Payne: How Obama bullied Big Auto
Posted by hpayne on August 14, 2012
“The Campaign,” an attack on the Citizens United Supreme Court ruling overturning restrictions on free speech, masquerades as a summer comedy starring Will Farrell. The film furthers the simplistic media-Hollywood Left stereotype that corporations buy politicians.
That’s fiction.
For a dose of reality, a new House Oversight Committee report on the Obama Administration’s 54.5 MPG-by-2025 average vehicle fuel economy mandate reveals that the real power lies with federal bureaucrats and their Green allies. Together they have forced unreasonable environmental standards down corporate throats — after which corporations must spend millions in lobbying to try and contain their indigestion.
So-called Corporate Average Fuel Economy Standards (CAFE) have always been opaque and ripe for abuse. But standards that were once set by the Department of Transportation — which at least has a passing familiarity with autos — have now been hijacked by the Green Church (that is, the EPA).
The result, reports the Oversight Committee is that the “the Administration dictated politically motivated standards to a captive automobile industry” in a “raw political process designed to appease environmental extremists. These special interest groups were given unprecedented and powerful seats at the table.”
Thus, the quixotic 54.5 MPG standard was picked out of thin air. This absurd number (designed by Green extremists to eliminate the internal combustion engine which drives 97 percent of new cars today) was met with shock from automakers as “representatives from GM explained to Administration officials how their proposal was ‘overly aggressive’ and commercially unworkable.”
Commercially unworkable? Details, details.
Obama Auto Czar Ron Bloom arrogantly asserted the automakers didn’t know their own business. “Our technical folks think you can get there,” he bullied in an email to one executive.
But GM — and its Detroit neighbor, Chrysler — had an ace in the hole: They are partially-owned by the same federal government making the regulations. Soon Obama — and his DC brethren — were reaping the rewards of their new regulatory power by sitting at the receiving end of millions in lobbying from the Detroit Three to tilt the playing field.
“Both Chrysler and General Motors (in 2011) posted their biggest annual lobbying tallies since the government bailouts,” reports the Center for Responsive Politics. “General Motors led the charge in 2011, pouring $10.8 million into its federal lobbying budget. (Chrysler) spent $4.3 million on federal lobbying . . . (and ) Ford spent about $6.7 million.”
As a result, the Obama Administration let slide rules that both cars and trucks had to increase fuel efficiency by 5 percent a year. Instead, trucks only had to make 3.5 percent increases (a still absurd standard). Why? Because the Big Three are more dependent on sales of light trucks than their Japanese competitors.
“Although this new incentive helped the Administration secure the critical support of the three domestic automakers,” says the Oversight Committee, “the foreign manufacturers immediately noticed the inherent unfairness. . . . One executive even described the light-truck carve-out as a ‘second auto bailout.'”
Said one Toyota exec: The deal was an “old Detroit tactic. It may hurt me, but it hurts my competitors more.”
And so it goes, with auto manufacturers of all nationalities pouring more money into Washington to influence the real power in America: Obama’s regulatory Leviathan. “The Administration included ‘bonus credits’ for certain technologies,” continues the report, “such as electric vehicles, flexible-fuel vehicles, and clean natural gas vehicles” in order to game the numbers.
How much must they be gamed? Truecar.com, a leading industry analyst, reports that the current average fuel economy of all cars sold is only 23.1 mpg — nowhere close to the 35.5-by-2015, much less the 54.5-by-2025.
Get ready for many millions more diverted to Washington lobbying.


*Activity*: Copy the records exactly, every one of them.

--- --- ---

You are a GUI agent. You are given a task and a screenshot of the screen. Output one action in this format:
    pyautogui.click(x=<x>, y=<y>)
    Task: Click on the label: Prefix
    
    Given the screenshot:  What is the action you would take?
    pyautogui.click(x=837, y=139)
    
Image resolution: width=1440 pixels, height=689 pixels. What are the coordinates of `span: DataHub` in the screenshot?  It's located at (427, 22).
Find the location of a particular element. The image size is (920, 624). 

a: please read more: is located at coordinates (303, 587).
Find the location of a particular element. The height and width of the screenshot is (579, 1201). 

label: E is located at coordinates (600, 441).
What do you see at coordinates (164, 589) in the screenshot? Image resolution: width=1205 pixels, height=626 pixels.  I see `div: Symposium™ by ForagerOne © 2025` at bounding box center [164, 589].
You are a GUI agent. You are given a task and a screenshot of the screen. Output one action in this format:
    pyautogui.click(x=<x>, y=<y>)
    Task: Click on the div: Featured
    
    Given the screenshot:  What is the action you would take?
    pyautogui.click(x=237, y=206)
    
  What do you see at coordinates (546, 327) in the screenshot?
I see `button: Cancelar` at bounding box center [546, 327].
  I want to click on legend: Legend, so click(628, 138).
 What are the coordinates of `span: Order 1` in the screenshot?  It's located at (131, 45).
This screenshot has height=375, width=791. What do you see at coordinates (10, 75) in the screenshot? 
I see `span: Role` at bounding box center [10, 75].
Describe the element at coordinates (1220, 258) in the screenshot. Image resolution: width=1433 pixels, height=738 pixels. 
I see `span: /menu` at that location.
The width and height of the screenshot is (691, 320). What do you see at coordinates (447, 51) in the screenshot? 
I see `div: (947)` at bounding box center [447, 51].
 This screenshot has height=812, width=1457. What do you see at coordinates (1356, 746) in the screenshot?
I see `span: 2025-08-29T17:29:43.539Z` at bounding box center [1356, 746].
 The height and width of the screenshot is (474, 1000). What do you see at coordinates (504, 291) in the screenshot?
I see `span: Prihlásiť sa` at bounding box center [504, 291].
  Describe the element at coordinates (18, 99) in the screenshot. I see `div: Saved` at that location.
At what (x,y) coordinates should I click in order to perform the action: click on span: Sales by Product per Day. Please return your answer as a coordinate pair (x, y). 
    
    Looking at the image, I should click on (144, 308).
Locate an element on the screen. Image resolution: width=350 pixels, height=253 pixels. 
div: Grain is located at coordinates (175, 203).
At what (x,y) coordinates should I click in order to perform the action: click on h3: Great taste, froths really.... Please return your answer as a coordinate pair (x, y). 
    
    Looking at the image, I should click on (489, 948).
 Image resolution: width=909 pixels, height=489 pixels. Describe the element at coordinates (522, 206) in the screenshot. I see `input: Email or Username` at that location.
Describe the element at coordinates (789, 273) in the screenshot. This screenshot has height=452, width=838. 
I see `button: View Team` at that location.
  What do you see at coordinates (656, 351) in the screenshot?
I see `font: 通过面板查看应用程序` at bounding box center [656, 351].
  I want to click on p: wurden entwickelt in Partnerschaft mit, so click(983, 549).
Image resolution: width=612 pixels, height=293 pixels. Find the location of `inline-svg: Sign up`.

--- --- ---

*Finished task*:
You are a GUI agent. You are given a task and a screenshot of the screen. Output one action in this format:
    pyautogui.click(x=<x>, y=<y>)
    Task: Click on the label: Prefix
    
    Given the screenshot:  What is the action you would take?
    pyautogui.click(x=837, y=139)
    
Image resolution: width=1440 pixels, height=689 pixels. What are the coordinates of `span: DataHub` in the screenshot?  It's located at (427, 22).
Find the location of a particular element. The image size is (920, 624). 

a: please read more: is located at coordinates (303, 587).
Find the location of a particular element. The height and width of the screenshot is (579, 1201). 

label: E is located at coordinates (600, 441).
What do you see at coordinates (164, 589) in the screenshot? Image resolution: width=1205 pixels, height=626 pixels.  I see `div: Symposium™ by ForagerOne © 2025` at bounding box center [164, 589].
You are a GUI agent. You are given a task and a screenshot of the screen. Output one action in this format:
    pyautogui.click(x=<x>, y=<y>)
    Task: Click on the div: Featured
    
    Given the screenshot:  What is the action you would take?
    pyautogui.click(x=237, y=206)
    
  What do you see at coordinates (546, 327) in the screenshot?
I see `button: Cancelar` at bounding box center [546, 327].
  I want to click on legend: Legend, so click(628, 138).
 What are the coordinates of `span: Order 1` in the screenshot?  It's located at (131, 45).
This screenshot has height=375, width=791. What do you see at coordinates (10, 75) in the screenshot? 
I see `span: Role` at bounding box center [10, 75].
Describe the element at coordinates (1220, 258) in the screenshot. Image resolution: width=1433 pixels, height=738 pixels. 
I see `span: /menu` at that location.
The width and height of the screenshot is (691, 320). What do you see at coordinates (447, 51) in the screenshot? 
I see `div: (947)` at bounding box center [447, 51].
 This screenshot has height=812, width=1457. What do you see at coordinates (1356, 746) in the screenshot?
I see `span: 2025-08-29T17:29:43.539Z` at bounding box center [1356, 746].
 The height and width of the screenshot is (474, 1000). What do you see at coordinates (504, 291) in the screenshot?
I see `span: Prihlásiť sa` at bounding box center [504, 291].
  Describe the element at coordinates (18, 99) in the screenshot. I see `div: Saved` at that location.
At what (x,y) coordinates should I click in order to perform the action: click on span: Sales by Product per Day. Please return your answer as a coordinate pair (x, y). 
    
    Looking at the image, I should click on (144, 308).
Locate an element on the screen. Image resolution: width=350 pixels, height=253 pixels. 
div: Grain is located at coordinates (175, 203).
At what (x,y) coordinates should I click in order to perform the action: click on h3: Great taste, froths really.... Please return your answer as a coordinate pair (x, y). 
    
    Looking at the image, I should click on (489, 948).
 Image resolution: width=909 pixels, height=489 pixels. Describe the element at coordinates (522, 206) in the screenshot. I see `input: Email or Username` at that location.
Describe the element at coordinates (789, 273) in the screenshot. This screenshot has height=452, width=838. 
I see `button: View Team` at that location.
  What do you see at coordinates (656, 351) in the screenshot?
I see `font: 通过面板查看应用程序` at bounding box center [656, 351].
  I want to click on p: wurden entwickelt in Partnerschaft mit, so click(983, 549).
Image resolution: width=612 pixels, height=293 pixels. Find the location of `inline-svg: Sign up`.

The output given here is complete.